Juille turned back to the mirror. For a moment more this was a stranger whose face looked back at her out of shining violet eyes, a face with the strength and delicacy of something finely made of steel. It was arrogant, intolerant, handsome as before, but the arrogance seemed to spring now from the knowledge of beauty.
And then she knew herself in the mirror. Only the gown was strange, and her familiar features looked incongruous above it. For the first time in her life Juille felt supremely unsure of herself. Not even the knowledge that the very stars in the Galaxy were subject to her whim could help that feeling now. She drew a long breath and faced herself in the mirror resolutely.
So far, Planet Stories has reprinted collections of C. L. Moore’s two most popular characters, Jirel of Joiry in Black God’s Kiss and Northwest Smith in Northwest of Earth: The Complete Northwest Smith. Reviews for both collections have been very positive, somewhat surprising for fiction that is closing in on being eight decades old.
A lot of the reviews highlight a specific weakness of her Jirel and Smith stories, a stylistic nuance that becomes much more pronounced when all of a given character’s adventures are collected in the same volume. The problem is this: Although Moore’s worlds are vividly realized, and her use of language and beauty of structure easily set these tales apart as classics, her classic characters don’t really do much of anything in the stories themselves. Rather, they watch as something very interesting happens to other people. They often emerge victorious against their enemies by tapping some inner strength or reserve, or taking some internal journey. Though Jirel comes armed with a sword and Northwest Smith packs his trusty heat gun, the weapons usually remain holstered and the stories are more psychological horror that action adventure.
Not so here, in Judgment Night which almost seems to have been written in reaction to that specific criticism. Far from a wallflower, Juille spends the last several chapters of the book literally blowing apart an entire planet with an unthinkably powerful super-gun. It’s a thrilling cat-and-mouse scene filled with carnage, collapsing buildings, and all sorts of entertaining mayhem.
Originally written as a two-part serial in 1943’s Astounding (edited by that titan of early SF, John W. Campbell, Jr.), Judgment Night came 10 years after Moore’s Weird Tales debut, when most of the Jirel and NWS stories were already behind her. It’s a transitional piece, of sorts, bridging the early era populated largely by her Jirel and Smith stories and her later material (much of it also published by Campbell) written in collaboration with her future husband, Henry Kuttner (the two were married in 1940, but this story shows very little if any Kuttner influence and has never been credited to him).
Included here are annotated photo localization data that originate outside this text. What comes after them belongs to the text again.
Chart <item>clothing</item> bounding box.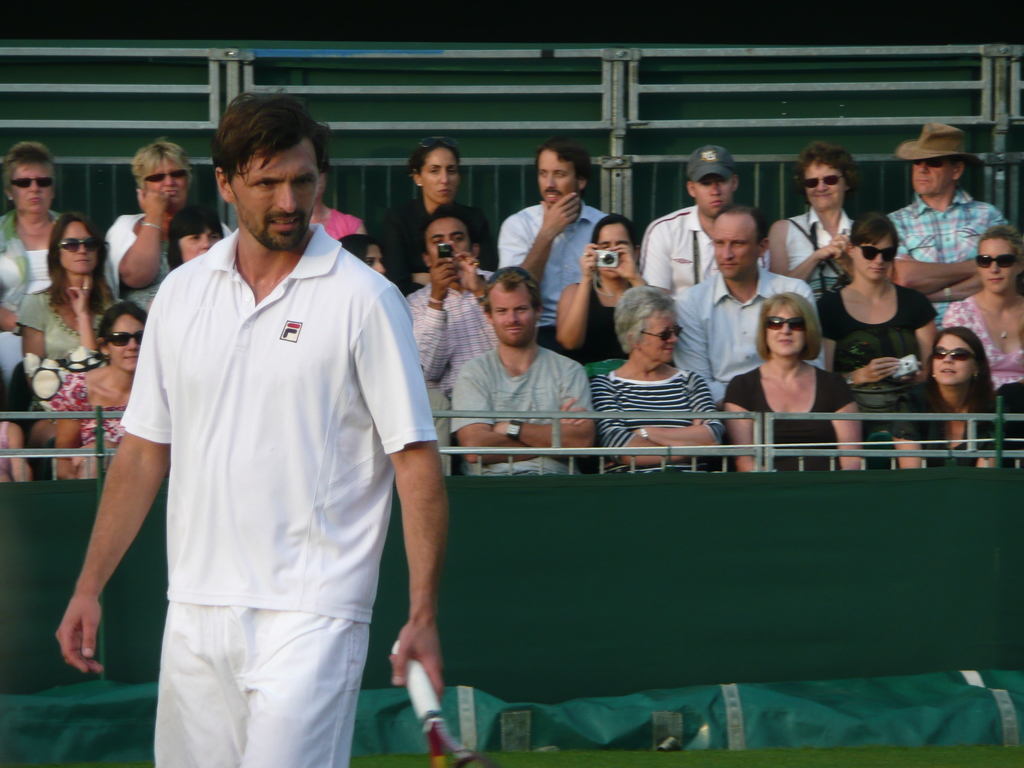
Charted: <box>787,211,853,268</box>.
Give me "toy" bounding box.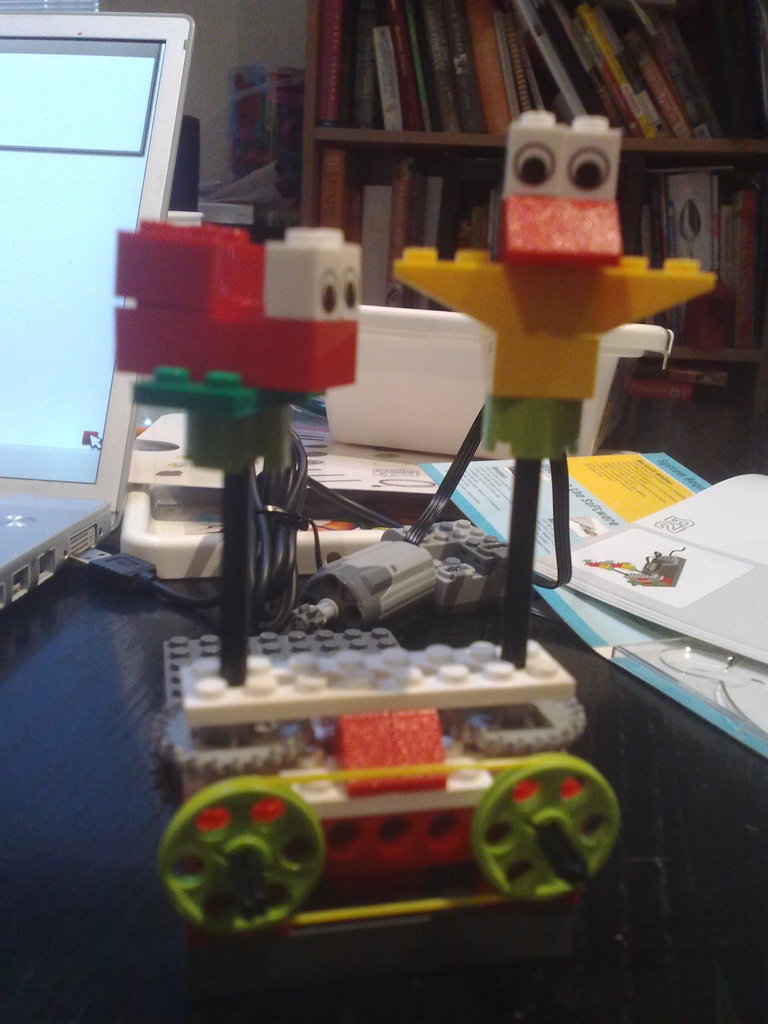
locate(335, 304, 669, 474).
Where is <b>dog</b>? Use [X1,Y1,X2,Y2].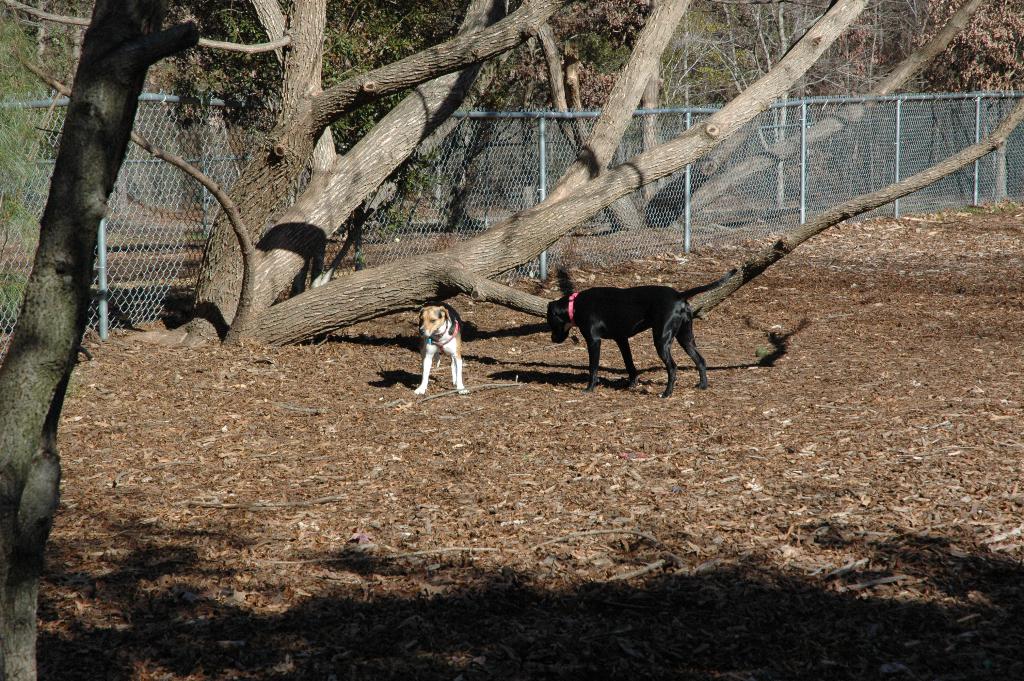
[547,267,739,400].
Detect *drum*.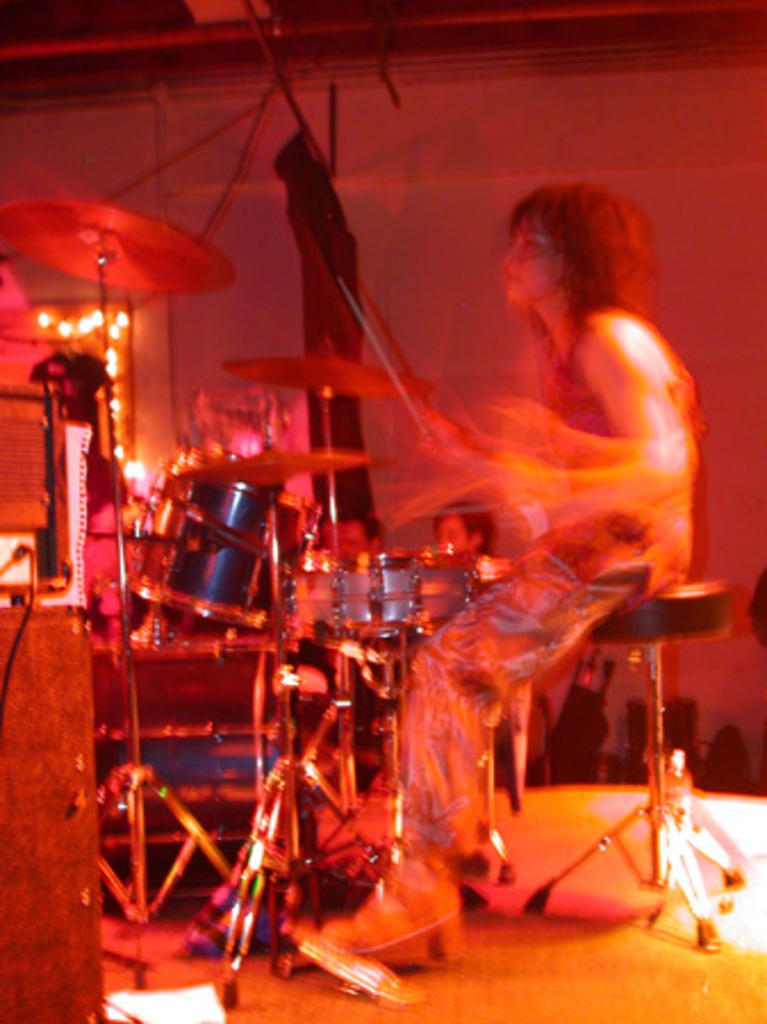
Detected at 89,633,403,919.
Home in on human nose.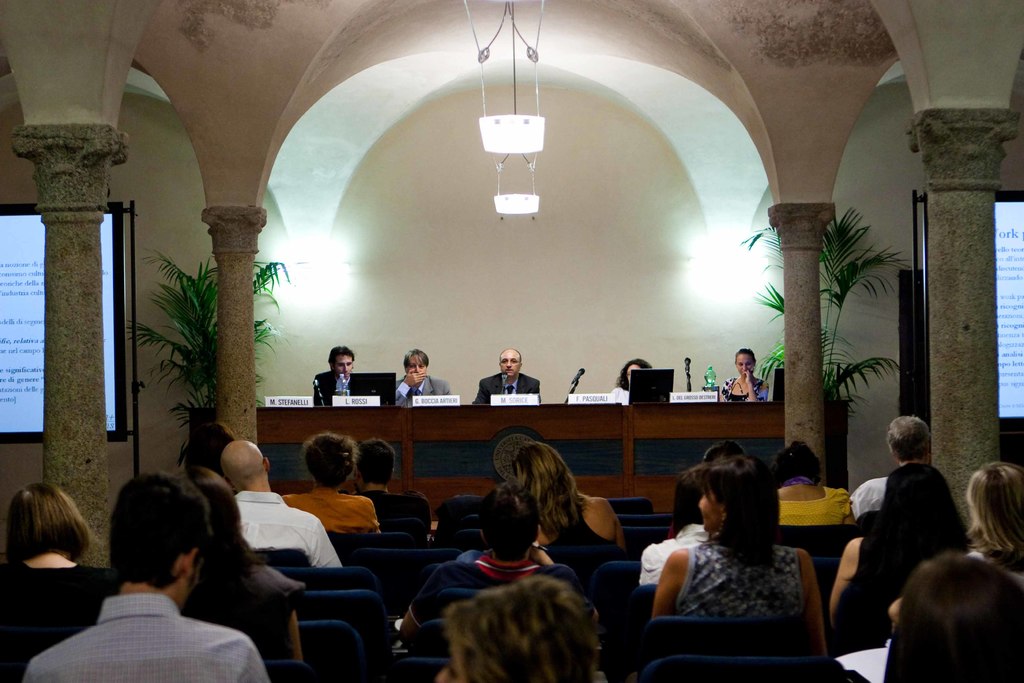
Homed in at (left=415, top=365, right=419, bottom=372).
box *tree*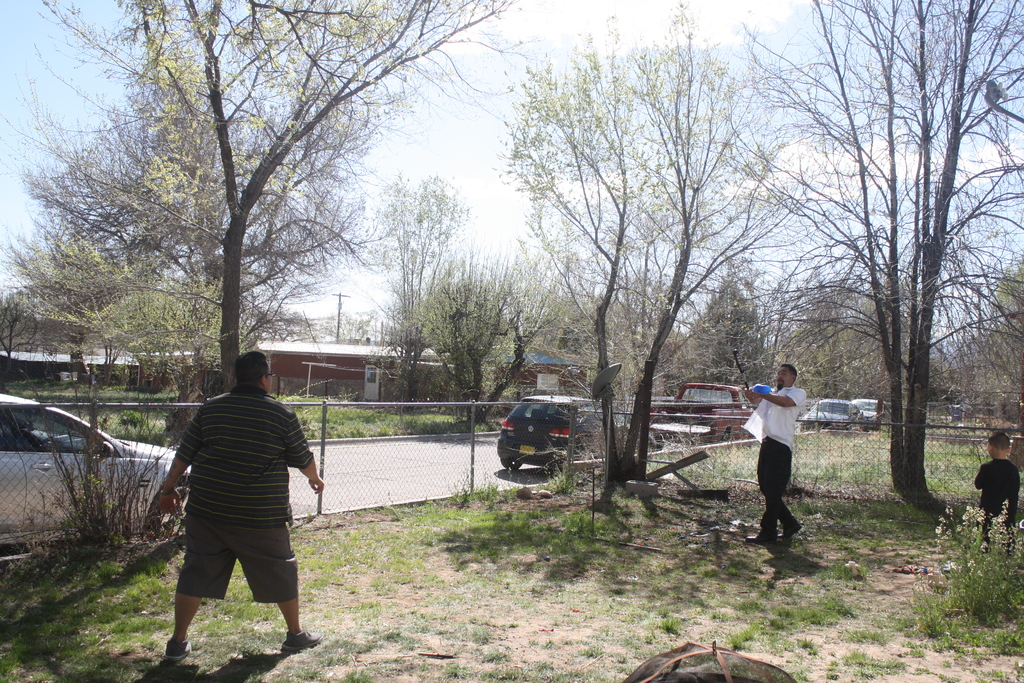
[0,0,519,407]
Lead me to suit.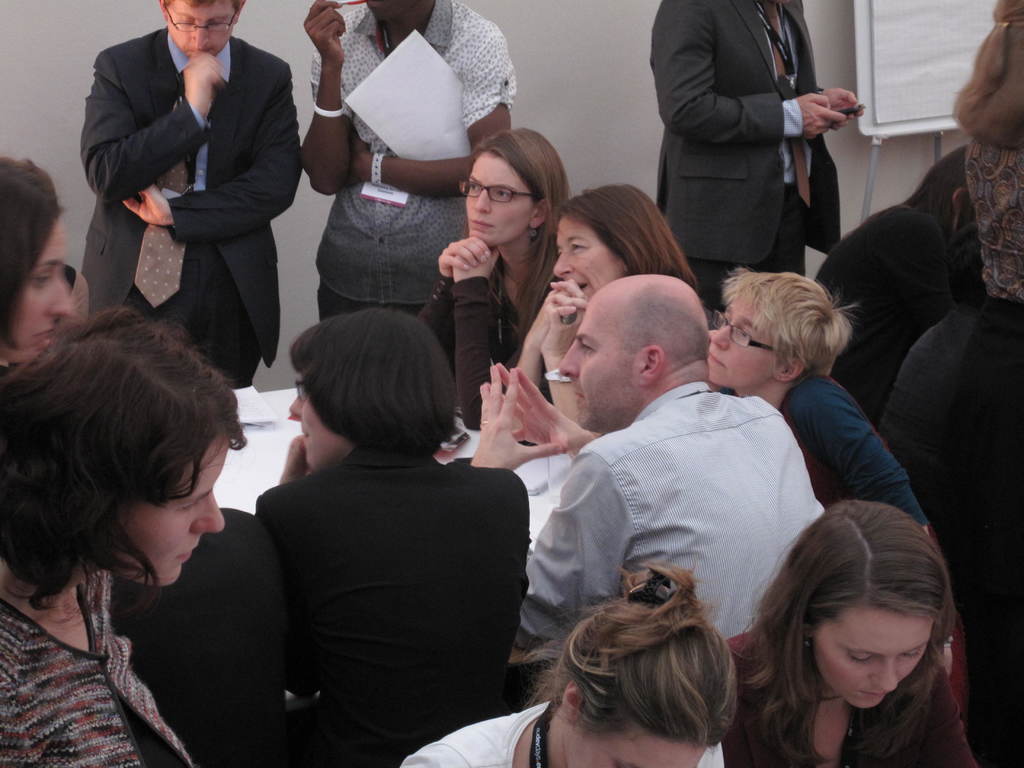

The legendary Gnome Press published a hardcover edition of Judgment Night in 1952, complete with an effective cover from Frank Kelly Freas. That edition also included the short stories “Paradise Street,” “Promised Land,” “The Code,” and “Heir Apparent,” a good selection of Moore’s non-series character, non-Kuttner material. The 1965 Paperback Library version I read (pictured above) lacks these stories, focusing only on the title tale.
Although I like the Gnome Press edition and the other tales included therein are worthy additions to Moore’s canon, Judgment Night easily stands on its own as a great classic of Pulp Era science fiction.